TWiG: Is there anything exclusive you can offer from Watchmen for the listeners of TWiG?
DH: Well, I can’t tell you anything about what’s in the movie, because it’s all confidential. But I can tell you that I’m at the Writer’s Guild right now and I literally found out five minutes before the interview started that I’m getting screenplay credit. The screenplay is by myself and Alex Tse, who worked with Zack. That’s a bit of news that only you and my wife know at the moment.
TWiG: That’s tremendously cool. Now I have to make sure this gets out fast.
DH: Yeah, put it out fast and that’ll be an exclusive for you.
 
Interesting, Hayter makes it seem like he had a lot more involvement then I would've believed before. I thought he was totally off the project as of a while back, and that Snyder just basically threw out everything that came before.
 
I love David Hayter. He's always been my screenwriting idol. The man made this project happen, as far as I'm concerned, with his fantastic initial adaption of it, even under studio pressure. They built the Alex Tse draft off his script.
 
Isn't the Alex Tse draft supposed to be bad?

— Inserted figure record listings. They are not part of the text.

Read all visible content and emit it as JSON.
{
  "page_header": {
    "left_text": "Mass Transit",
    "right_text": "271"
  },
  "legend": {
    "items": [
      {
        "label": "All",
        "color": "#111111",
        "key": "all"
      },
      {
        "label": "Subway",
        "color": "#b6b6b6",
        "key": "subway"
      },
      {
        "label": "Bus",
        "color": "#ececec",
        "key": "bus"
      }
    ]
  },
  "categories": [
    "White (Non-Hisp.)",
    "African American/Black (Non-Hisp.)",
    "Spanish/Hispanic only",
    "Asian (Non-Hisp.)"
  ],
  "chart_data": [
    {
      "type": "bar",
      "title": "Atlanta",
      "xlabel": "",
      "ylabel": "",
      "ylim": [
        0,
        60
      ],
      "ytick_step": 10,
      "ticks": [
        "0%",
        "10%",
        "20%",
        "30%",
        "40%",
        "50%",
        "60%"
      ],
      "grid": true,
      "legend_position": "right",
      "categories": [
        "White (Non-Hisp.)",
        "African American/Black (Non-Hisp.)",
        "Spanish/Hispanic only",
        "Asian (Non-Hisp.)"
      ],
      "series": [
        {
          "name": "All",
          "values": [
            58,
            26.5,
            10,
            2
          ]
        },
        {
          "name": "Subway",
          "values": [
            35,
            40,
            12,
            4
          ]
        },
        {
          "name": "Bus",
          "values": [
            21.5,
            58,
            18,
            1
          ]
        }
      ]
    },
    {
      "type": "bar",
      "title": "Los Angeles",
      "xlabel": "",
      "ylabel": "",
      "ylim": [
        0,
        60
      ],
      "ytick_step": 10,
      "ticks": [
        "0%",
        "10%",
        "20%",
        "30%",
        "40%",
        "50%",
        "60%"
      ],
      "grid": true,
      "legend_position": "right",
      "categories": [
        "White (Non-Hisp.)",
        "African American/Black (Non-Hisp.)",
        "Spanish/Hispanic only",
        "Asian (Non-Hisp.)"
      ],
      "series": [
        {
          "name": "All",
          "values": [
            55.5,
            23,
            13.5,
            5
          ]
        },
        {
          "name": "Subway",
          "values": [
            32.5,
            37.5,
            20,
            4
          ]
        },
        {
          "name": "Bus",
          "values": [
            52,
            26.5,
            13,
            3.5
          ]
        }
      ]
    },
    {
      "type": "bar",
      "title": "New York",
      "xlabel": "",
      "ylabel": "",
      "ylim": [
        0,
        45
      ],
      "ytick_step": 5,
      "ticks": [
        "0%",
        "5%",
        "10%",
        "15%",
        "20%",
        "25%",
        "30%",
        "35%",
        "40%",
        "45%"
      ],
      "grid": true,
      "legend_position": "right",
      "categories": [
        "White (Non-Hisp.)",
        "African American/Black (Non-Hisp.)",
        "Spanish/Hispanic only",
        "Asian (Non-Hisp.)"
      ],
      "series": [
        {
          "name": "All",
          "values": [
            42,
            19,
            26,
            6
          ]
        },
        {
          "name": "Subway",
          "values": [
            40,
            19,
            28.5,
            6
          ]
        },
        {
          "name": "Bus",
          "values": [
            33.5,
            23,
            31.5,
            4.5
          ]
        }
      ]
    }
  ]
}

I like Hayter's work a lot. His Iron Man script was totally off though. I respect Hayter highly considering he was a guy that came to Hollywood to be an actor but he still succeeded at becoming a screenwriter and became a part of the most important, popular game series of all time.

He should try writing or directing a movie that's not based on a comic book though.
 
Isn't the Alex Tse draft supposed to be bad?

It's supposed to be. It's really not though, unless you take issue with every little change to the material. It's at once more faithful than Hayter's even though it builds off it, with bigger and more relevant action. Tse essentially took what Hayter did, tightened it up, and built on it in a more faithful and ultimately I think, somewhat more satisfying overall, manner.

A lot of the fanboys who read the Tse draft will tell you it's bad, but they'll tell you that about the Hayter draft as well. I think a lot of that comes from the fact that they take issue with every little change to the source material.

I like Hayter's work a lot. His Iron Man script was totally off though. I respect Hayter highly considering he was a guy that came to Hollywood to be an actor but he still succeeded at becoming a screenwriter and became a part of the most important, popular game series of all time.

I thought his IRON MAN script was fantastic. It just wasn't very faithful to the origin of Iron Man or his relationship with his father, and it didn't include many of the "classic" elements people wanted, like Pepper Potts, Happy Hogan, etc.

He should try writing or directing a movie that's not based on a comic book though.

Agreed.
 
I like parts of the Hayter draft. The action was well written. But Howard Stark being a villain is worse than making Sandman Uncle Ben's killer.

And doesn't Hayter's draft highly sanitize the destruction of New York City and throw a Beatle's quote in at the end? That I hope they would change.
 
Yes, but he sanitizes it by
making it thematically relevant, by utilizing the concept of nuclear holocaust and drawing distinct symbolic paralells with Hiroshima, and the nature of Dr. Manhattan as America's "Secret weapon".
And the quote...that, they did change.
 
I think it is pretty dumb to think of the graphic novel as a story board.

Well obviously he doesn't mean literally. They do have actual storyboards, of course. But they're based on the graphic novel as much as possible, which is a good thing.
 
Yes, but he sanitizes it by
making it thematically relevant, by utilizing the concept of nuclear holocaust and drawing distinct symbolic paralells with Hiroshima, and the nature of Dr. Manhattan as America's "Secret weapon".
And the quote...that, they did change.

That doesn't really jive with the image they are trying to create with this movie, which is supposed to have Nixon, all the old school Minutemen stuff, etc.

I think that it wasn't some sort of nuclear holocaust had a lot to do with Veidt's plan apparently working.